Speaking to a May 1st  gathering, Akel leader, Stefanos Stefanou said the policies of the government were the reason thousands of households and small businesses could not make ends meet and accused it of being out of touch with the “difficulties experienced by tens of thousands of our distressed fellow citizens.” This is political propaganda rather than an accurate reflection of economic reality, implying that there is some magic formula to tackle imported inflation that the government is not using.

Even the claim that the future was bleak for workers because of government policies was disingenuous as was the accusation that the government “promotes deregulations of labour relations.” Labour minister, Zeta Emilianidou has, as a matter of policy, backed unions in disputes with employers (the banks are the latest example), and her ministry is currently preparing the introduction of legislation on a minimum wage, something the Akel government had failed to do, during the Christofias years.

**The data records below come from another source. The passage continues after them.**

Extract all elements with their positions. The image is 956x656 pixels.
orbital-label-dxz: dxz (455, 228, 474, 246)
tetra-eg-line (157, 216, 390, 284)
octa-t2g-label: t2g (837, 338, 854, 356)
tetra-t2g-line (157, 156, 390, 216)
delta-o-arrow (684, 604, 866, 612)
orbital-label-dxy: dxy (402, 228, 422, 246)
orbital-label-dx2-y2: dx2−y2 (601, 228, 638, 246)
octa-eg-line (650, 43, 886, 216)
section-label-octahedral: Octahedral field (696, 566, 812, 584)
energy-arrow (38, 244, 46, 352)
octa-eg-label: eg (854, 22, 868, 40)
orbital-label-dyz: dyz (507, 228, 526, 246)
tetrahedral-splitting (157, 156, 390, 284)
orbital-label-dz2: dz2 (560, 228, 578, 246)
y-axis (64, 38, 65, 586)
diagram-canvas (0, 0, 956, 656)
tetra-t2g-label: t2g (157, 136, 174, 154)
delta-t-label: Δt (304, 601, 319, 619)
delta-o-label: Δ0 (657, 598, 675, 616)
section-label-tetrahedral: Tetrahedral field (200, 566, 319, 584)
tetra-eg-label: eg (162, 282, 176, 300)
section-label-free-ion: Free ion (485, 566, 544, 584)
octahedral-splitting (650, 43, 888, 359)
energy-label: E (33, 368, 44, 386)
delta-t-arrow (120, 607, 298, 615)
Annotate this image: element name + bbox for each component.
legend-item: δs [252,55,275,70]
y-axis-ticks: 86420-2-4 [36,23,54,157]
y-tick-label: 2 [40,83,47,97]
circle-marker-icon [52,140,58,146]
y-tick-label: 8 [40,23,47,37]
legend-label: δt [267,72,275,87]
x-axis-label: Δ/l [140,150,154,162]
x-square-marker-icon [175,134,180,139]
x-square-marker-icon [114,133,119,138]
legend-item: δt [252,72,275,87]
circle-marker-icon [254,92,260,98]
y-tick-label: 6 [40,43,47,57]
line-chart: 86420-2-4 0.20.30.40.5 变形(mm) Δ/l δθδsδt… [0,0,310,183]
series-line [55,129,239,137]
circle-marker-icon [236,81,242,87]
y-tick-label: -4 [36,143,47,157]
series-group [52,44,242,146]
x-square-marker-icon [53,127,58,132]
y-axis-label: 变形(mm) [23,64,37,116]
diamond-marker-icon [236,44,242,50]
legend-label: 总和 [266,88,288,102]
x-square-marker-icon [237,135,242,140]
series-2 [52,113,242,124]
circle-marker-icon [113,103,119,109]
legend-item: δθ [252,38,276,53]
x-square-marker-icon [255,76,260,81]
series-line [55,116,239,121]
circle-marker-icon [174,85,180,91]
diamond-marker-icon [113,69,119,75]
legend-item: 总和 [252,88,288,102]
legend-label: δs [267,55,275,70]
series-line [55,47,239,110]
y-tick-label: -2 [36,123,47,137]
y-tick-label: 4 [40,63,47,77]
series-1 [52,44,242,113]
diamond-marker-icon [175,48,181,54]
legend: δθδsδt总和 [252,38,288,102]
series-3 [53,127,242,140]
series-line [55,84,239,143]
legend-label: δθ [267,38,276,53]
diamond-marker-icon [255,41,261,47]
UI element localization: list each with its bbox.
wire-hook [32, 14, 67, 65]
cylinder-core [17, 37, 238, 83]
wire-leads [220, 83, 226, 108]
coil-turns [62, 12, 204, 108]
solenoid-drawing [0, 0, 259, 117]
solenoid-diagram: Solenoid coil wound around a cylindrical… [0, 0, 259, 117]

The fact that the rate of unemployment is currently at its lowest level – 5.2 per cent – since 2008, and after two years of lockdowns does not support the claim the Anastasiades government was bad for the workers. The bleak future, Stefanou, ominously, referred to cannot be blamed on the government either. Nobody can dispute standards of living are falling and that low-income earners are suffering, but the reason for what is happening is the high rate of inflation that is eating away at the disposable income of families. And, the rising rate of inflation has not been caused by government policies but, as everyone knows, by exogenous factors, exacerbated by the war in Ukraine.

Τhe rate of inflation has been steadily rising since the start of the year, provisional estimates by Eurostat for April putting it at a staggering 8.6 per cent. This, inevitably, reduces the purchasing power of people, particularly those on low incomes, but there is no formula to stop prices from rising. All the government can do is provide support, to the level state finances permit, to low-income households. If Akel has some cleverer ideas for stopping the widening of economic inequality, which is one of the consequences of inflation, it should let us know instead of blaming the government for a situation not of its making.